I was reading The Covenantal Gospel by Cornelis van der Waal this afternoon – or at least attempting to read. I was struggling to keep my eyes open as my body was telling me it was Sunday. So I suppose you might say I was dozing with a book in my hand - when I was snapped from my Sabbath slumbers by the following passage, taken from the section on the covenant with Levi and the priests (3.10). Van der Waal has been speaking of how the Levites were a zealous people for the covenant, which God praised them for, and then he says the following:
The opposite is mentioned in Mal. 2:8, where the priests are rebuked: “You have corrupted the covenant of Levi,” therefore “I will curse your blessings” (vs. 2). The structure of the covenant of peace appears to be the same as that of all other covenants in that its violation is threatened with a curse. This is nothing new. What happened to Shiloh in the time of Eli (Jer. 7:12, 14)? And recall how the prophets fulminated against the priesthood and threatened the destruction of the temple (Jer. 6:13; 7; 8:10; 23:11; Zeph.3:4)!
The categorical promise of the covenant with Levi (Jer. 33:17-26) does not preclude judgment. No one would believe that the enemy would enter the gates of Jerusalem, it says in Lam. 4:12, 13. “This was for the sins of her prophets and the iniquities of her priests, who shed in the midst of her the blood of the righteous” (compare Neh. 9:17).
In the framework of the covenant with Levi we can see the action of the priesthood against Jesus Christ correctly, as well as Christ’s threats against city and temple. It is because the LORD maintained His covenant with Levi, that Jer. 7 would be realized once more (Matt. 21:13 – Jer. 7:11; Matt. 24:2 – Jer 7:14, 15; 1 Kings 9:6-9; Micah 3:11, 12).
The covenant with Levi, too, had its conditions and threats. (pp. 39-40, emphasis in the original)
There is a lot of good stuff in here to consider. But what struck me was the statement about the prophets having threatened the destruction of the temple. I am what is usually called a partial preterist in my view of eschatology, meaning that while I believe in a future return of Christ, I hold much of Biblical prophecy to have been fulfilled in the destruction of the Jerusalem in 70 A.D. I had recognized this as part of Jesus’s prophecy in Matt. 24. But due to my ignorance of the Old Testament, I didn’t realize how this was part of the covenant curses as given by Yahweh and that the threat of the destruction of the temple was so clearly stated. The contrast of Jerusalem with the removal of the presence of Yahweh from Shiloh (Jer 7:12-14; cf. 1 Sam. 4) is amazing as well, signaling the continuity of the covenants, including the curses. It is interesting to note that the judgment brought through Shiloh involved the death of the high priest as well. I’ll leave it to the real scholars to expound on that particular point.

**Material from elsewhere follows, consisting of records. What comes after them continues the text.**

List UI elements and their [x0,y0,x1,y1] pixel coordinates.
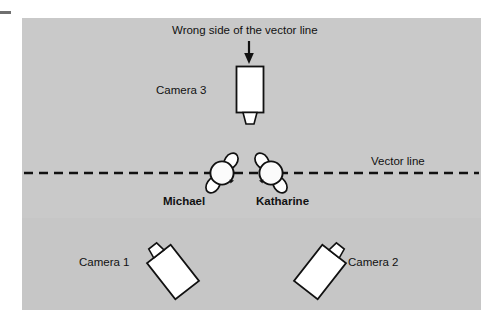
wrong-side-caption: Wrong side of the vector line [172,24,318,37]
vector-line-label: Vector line [371,155,425,168]
camera-1-icon [141,237,199,300]
camera-2-label: Camera 2 [348,256,399,269]
camera-3-label: Camera 3 [156,84,207,97]
camera-3-icon [237,67,264,125]
person-katharine-label: Katharine [256,195,309,208]
camera-2-icon [294,237,352,300]
person-michael-label: Michael [163,195,205,208]
figure-canvas: Wrong side of the vector line Camera 3 V… [0,0,497,329]
camera-1-label: Camera 1 [79,256,130,269]
wrong-side-arrow-icon [244,41,254,64]
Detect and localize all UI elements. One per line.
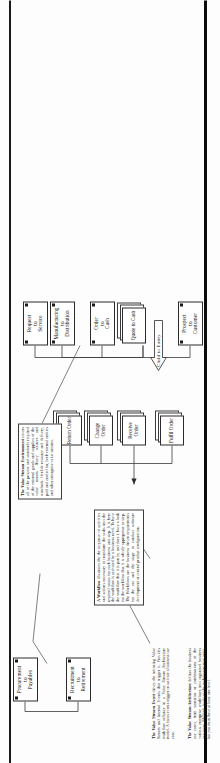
node-label: Request to Service <box>27 314 45 331</box>
note-body: covers all of the process and standards … <box>20 427 54 496</box>
block-arrow-label: Child to Entity <box>150 319 167 371</box>
node-label: Recruitment to Retirement <box>70 666 88 693</box>
note-value-stream-architecture: The Value Stream Architecture defines th… <box>186 645 218 741</box>
block-arrow-child-to-entity[interactable]: Child to Entity <box>150 319 167 371</box>
node-change-order[interactable]: Change Order <box>89 415 113 445</box>
node-prospect-to-customer[interactable]: Prospect to Customer <box>178 301 203 345</box>
note-workflow: A Workflow illustrates the the sequence … <box>94 509 144 605</box>
node-label: Procurement to Payables <box>17 665 35 693</box>
note-value-stream-event: The Value Stream Event drives the initia… <box>150 645 184 741</box>
node-recruitment-to-retirement[interactable]: Recruitment to Retirement <box>66 657 91 701</box>
node-fulfil-order[interactable]: Fulfil Order <box>160 415 184 445</box>
stack-front: Receive Order <box>122 415 146 445</box>
node-label: Fulfil Order <box>169 418 175 443</box>
note-value-stream-environment: The Value Stream Environment covers all … <box>18 423 62 499</box>
stack-front: Change Order <box>89 415 113 445</box>
stack-front: Quote to Cash <box>122 307 146 343</box>
node-label: Quote to Cash <box>131 310 137 340</box>
node-quote-to-cash[interactable]: Quote to Cash <box>122 307 146 343</box>
stack-front: Fulfil Order <box>160 415 184 445</box>
node-label: Prospect to Customer <box>182 313 200 334</box>
node-label: Change Order <box>95 416 107 444</box>
diagram-canvas: Procurement to Payables Recruitment to R… <box>0 0 220 763</box>
node-label: Manufacturing to Distribution <box>54 307 72 339</box>
node-order-to-cash[interactable]: Order to Cash <box>90 301 115 345</box>
node-receive-order[interactable]: Receive Order <box>122 415 146 445</box>
node-label: Receive Order <box>128 416 140 444</box>
node-procurement-to-payables[interactable]: Procurement to Payables <box>13 657 38 701</box>
diagram-page: Procurement to Payables Recruitment to R… <box>0 0 220 763</box>
node-manufacturing-to-distribution[interactable]: Manufacturing to Distribution <box>50 301 75 345</box>
node-label: Order to Cash <box>94 317 112 330</box>
node-request-to-service[interactable]: Request to Service <box>23 301 48 345</box>
flow-arrowhead <box>131 478 136 484</box>
node-label: Return Order <box>67 416 73 444</box>
note-body: illustrates the the sequence of activiti… <box>96 513 140 602</box>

What else should be noted in this are Jesus’s comments about tearing down the temple. Jesus said he would tear down the temple and raise it up in three days (John 2:19), the one statement mentioned specifically by Scripture as brought out against him in his so-called trial (Matt. 26:60-61; Mark 14:58). Scripture says he was speaking of his body. It is amazing that his disciples actually made the connection to this after his resurrection, considering how dense they seemed when it came to so many of the other metaphors Jesus used. And yet this is in contrast to the average Joe unrepentant Jew who didn’t get it. When one considers Jesus’s statement along with his actions in cleansing the temple (I am assuming that he did it twice, once at the beginning of his ministry – John 2 – and once at the end of his ministry – Matt. 21:12-17; Mark 11:15-19; Lk. 19:45-46) one wonders at how this doesn’t seem to be connected by anybody that he encounters with the curses of the covenant, especially considering how clearly stated it is in the OT. One might simply mark this up to ignorance. But one would think the teachers of the Law would know the prophecy. Then again, Jesus’s point in Matthew 23 was that those who knew the Law didn’t really know the Law, wasn’t it? Or, at least, they didn’t live it. Jesus’s list of woes in Matt. 23 was in fact a declaration of the arrival of the covenantal curses upon Israel through her leaders(cf. Deut. 27-28). Jesus concluded this declaration by referencing the prophets, drawing a connection they shouldn’t have missed. He then practically invites them to kill him and his disciples, prophesying of what they will do to them (Matt. 23:32-36). One might also suggest that Jesus is here telling of his establishing of his own leaders in the New Israel, replacing the Old Israel and her leaders and inviting the faithful into the New Israel (vss. 34, 1-12). But that’s just some speculation off the top of my head – don’t take it as orthodox truth.